The New York Times (March 8, 2016) – Chinese Collector Joins Public Art Fund

The Public Art Fund, which in recent years has looked far outside its New York City base for artists and projects, announced Tuesday that it had enlisted Adrian Cheng, a prominent Chinese collector and the scion of a multibillion-dollar retailing empire, to join its board.

Hyperallergic (March 2, 2016) – Walk the Eight Blocks from the Met to the Met Breuer, Accompanied by Soundscapes

John Luther Adams’s “Soundwalk 9:09” is a composition that’s only complete once you listen to it on the noisy New York City streets. The piece is available for free download and streaming this week from the Metropolitan Museum of Art in anticipation of the opening of their Met Breuer branch on March 18. It’s intended as a sonic bridge between the two buildings.

Santa Barbara Independent (March 8, 2016) – Are All Museums Sex Museums?

When touring the Santa Barbara Museum of Art last week with a feminist studies professor and former bondage museum curator, the whole place smacked of sex, says writer Roshell.


Himalayan Region

ABC News (March 9, 2016) – Touring Earthquake-Ravaged Kathmandu, Nepal: A Virtual Reality Experience

A virtual reality app has been created to reconstruct the devastation in Nepal after the April 2015 earthquake which killed 8,000 people.

Reuters (March 9, 2016) – Nepal turns to bamboo to rebuild after quake

Nepal is turning to bamboo, nicknamed “vegetable steel”, as it rebuilds homes and schools after last year’s devastating earthquakes which left hundreds of thousands homeless.

SciDev.Net (March 9, 2016) – Tibetans carry special genes for high-altitude survival

A genetic haplotype (group of genes) inherited from the Denisovans, an extinct branch of archaic humans, may be responsible for high-altitude adaptation in Himalayan populations, according to a new study.


Mind/Body Practices

TIME (March 9, 2016) – How Meditation Went Mainstream

Though plenty of people still meditate for religious reasons, these days, the practice has joined yoga as a secular and chic trend, as dedicated meditation studios open in cities like New York and Los Angeles.

Reuters (March 8, 2016) – Market yogis: financial planners take up yoga

In an increasingly anxious world, more financial advisers are fine-tuning their bodies with yoga to clear their thinking and make the right financial choices.

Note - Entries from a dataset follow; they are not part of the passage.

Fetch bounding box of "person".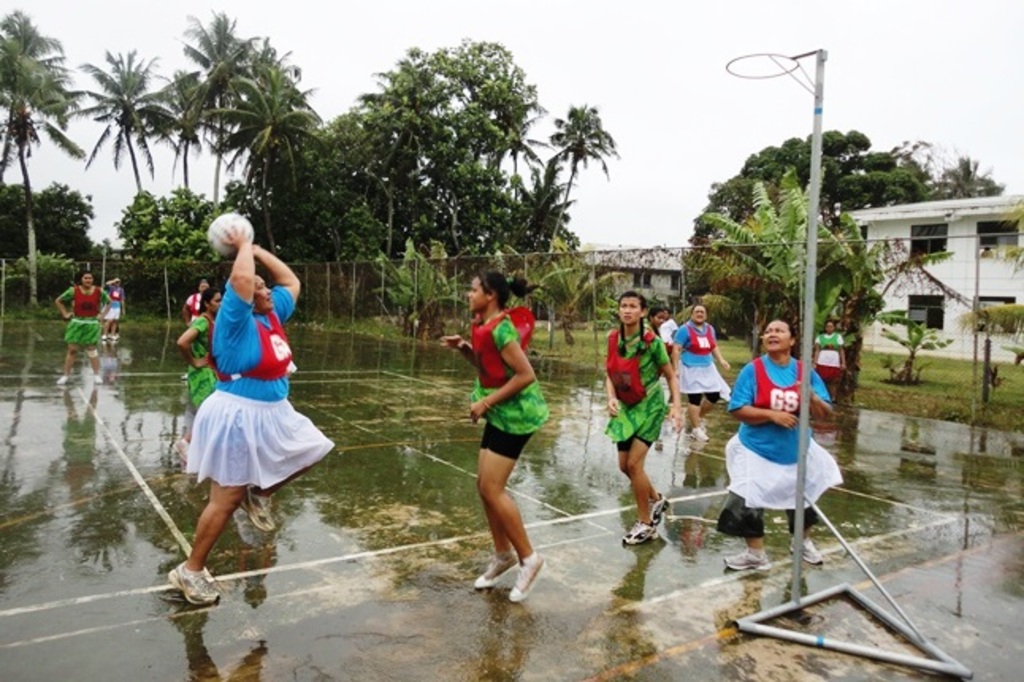
Bbox: x1=607, y1=287, x2=683, y2=547.
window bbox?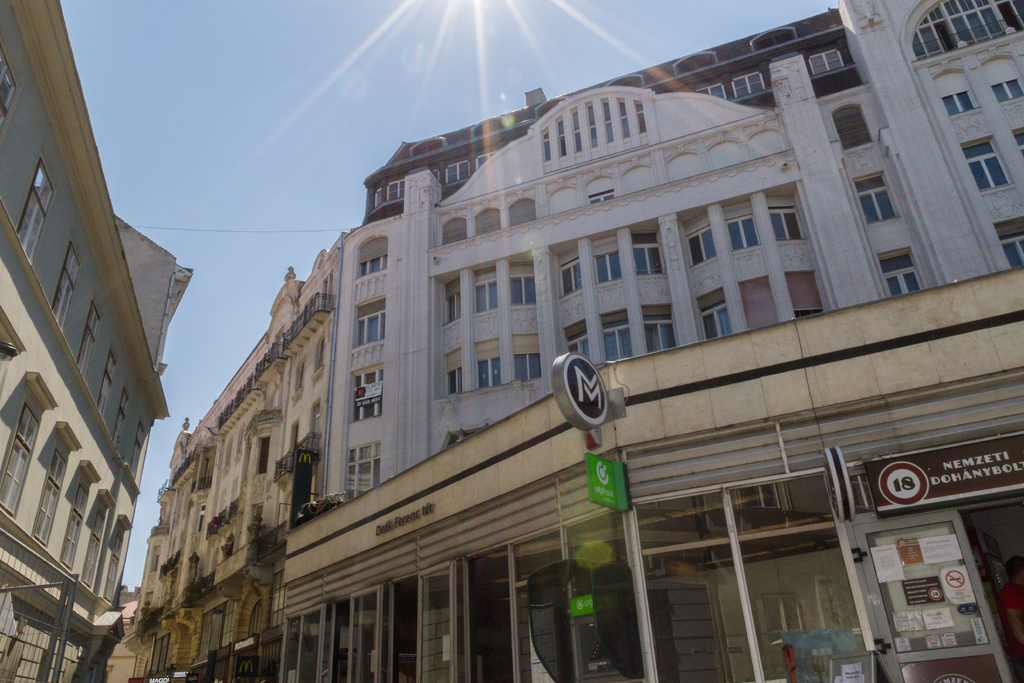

People (March 8, 2016) – Rage Yoga “˜Is Just Like Any Other Yoga Class, Except with More Obscenities,’ (and Beer) Says Its Founder

Lindsay Istace created Rage Yoga after going through a painful breakup.


Emotions

Huffington Post (March 9, 2016) – Computers Can Now Read Our Body Language

Researchers have developed a program that allows a computer to read your body language and determine whether you’re bored or interested by what you see on the screen.